Emotionality and Decision-Making Relationship

Subject: Psychology
Pages: 2
Words: 580
Reading time:
3 min
Study level: Undergraduate

Introduction

Emotion reflects a person’s subjective attitude toward objects and phenomena of the world around them, other people, and oneself in the form of direct experience. Often emotions are a way of expressing human feelings and create a subjective field of reality in which it will exist. The number of emotions, frequency, and manifestation specificity is expressed in emotionality. This particular trait describes the expression of a person’s reaction to a specific event. Impulsive responses are usually influenced by whether emotions are being processed now: negative or positive. The amygdala and prefrontal cortex are responsible for decision-making and emotion processing (Manuel et al. 682). Although these processes mediate decision-making is not entirely clear, the influence of shared emotionality on decision-making is evident.

The Rationality of Decisions

Decision-making involves many components that allow individuals to evaluate their choices and arrive at the best and most beneficial decision. The logical aspect, emotional factors, and moral evaluation allow making decisions (Wray). This process is conscious, demanding, and controllable, but emotion influences it. One can see how categories such as motivation, recognition, and success affect one’s overall behavioral strategy in an academic, scientific, or work environment. In addition, some decisions that seem overly emotional at first glance may be the products of long deliberation and reflection. Social choices can be influenced by beliefs about us and our desires, not by the other person’s state.

The rationality factors include the amount of information, the time constraints on making a decision, its relevance, and the degree of belief in one’s judgment. To a different degree, each element affects how a person analyzes a situation and what decision they will ultimately choose (Wray). Time and information take precedence, but an irrelevant decision can have just as detrimental an outcome as decisions against one’s life principles.

Types of Emotions and Decision-Making

Emotions on the integral spectrum influence decision-making more than any other. These emotions are composed of a person’s evaluative subjective opinion about an issue: usually, topics such as decision safety become superior to profit because of fear of consequences (Manuel et al. 687). Risk assessment often accompanies the integral processing stage of the decision, so the unconscious level prevails over the conscious level because of the notion of collective or societal responsibility.

Accidental emotions are practically on par with integral ones: momentary decisions often result from past reflection. One can observe how emotions such as anger or anger overwhelm rationality, if present, and become prevalent in decision-making. Moreover, such emotions usually lead to the development of others that exacerbate the consequences of decisions made in haste. The frequency and severity of random emotions depend on psychological, physiological (such as headaches), and even environmental (overcast or sunny weather). As a result, deciding the influence of random emotions is the most vivid and pronounced, but this does not mean that it will always be wrong (Manuel et al. 689). Many successful examples (e.g., buying a lottery ticket or a fight followed by a reconciliation) confirm that vivid emotions can also bring beneficial consequences.

Conclusion

Thus, many factors play into decision making, and a person’s overall emotionality often accompanies every action they take. It is worth noting that decision-making, in general, is a process involving all neurophysiological and psychological mechanisms, with social influence involved. The amount of information, time and relevance, and commitment to future consequences affect the degree of rationality of the decision. Among all spectra, integral (judgment, prejudice) and random (anger, surprise, fear, and others) emotions influence decisions.

Works Cited

Wray, Jadzia M. “The Weight of Emotions on Decision-Making: A Comparative Analysis.” Inquiries Journal, vol. 15, 2020.

Manuel, Aurélie L et al. “Interactions between decision-making and emotion in behavioral-variant frontotemporal dementia and Alzheimer’s disease.” Social cognitive and affective neuroscience, vol. 15, 2020, pp. 681-694.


When the data below is printed, every line must match exactly and the images must be absent.

■ RECORDS TO USE ■
● ● ● ●

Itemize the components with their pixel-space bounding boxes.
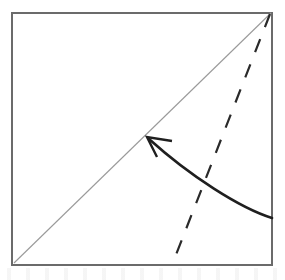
fold-direction-arrow-curve [149,139,272,218]
origami-diagram [0,0,285,280]
existing-diagonal-crease [14,13,271,263]
valley-fold-dashed-line [172,14,270,265]
fold-diagram-canvas [0,0,285,280]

● ● ● ●

■ RESPONSE ■
Itemize the components with their pixel-space bounding boxes.
fold-direction-arrow-curve [149,139,272,218]
origami-diagram [0,0,285,280]
existing-diagonal-crease [14,13,271,263]
valley-fold-dashed-line [172,14,270,265]
fold-diagram-canvas [0,0,285,280]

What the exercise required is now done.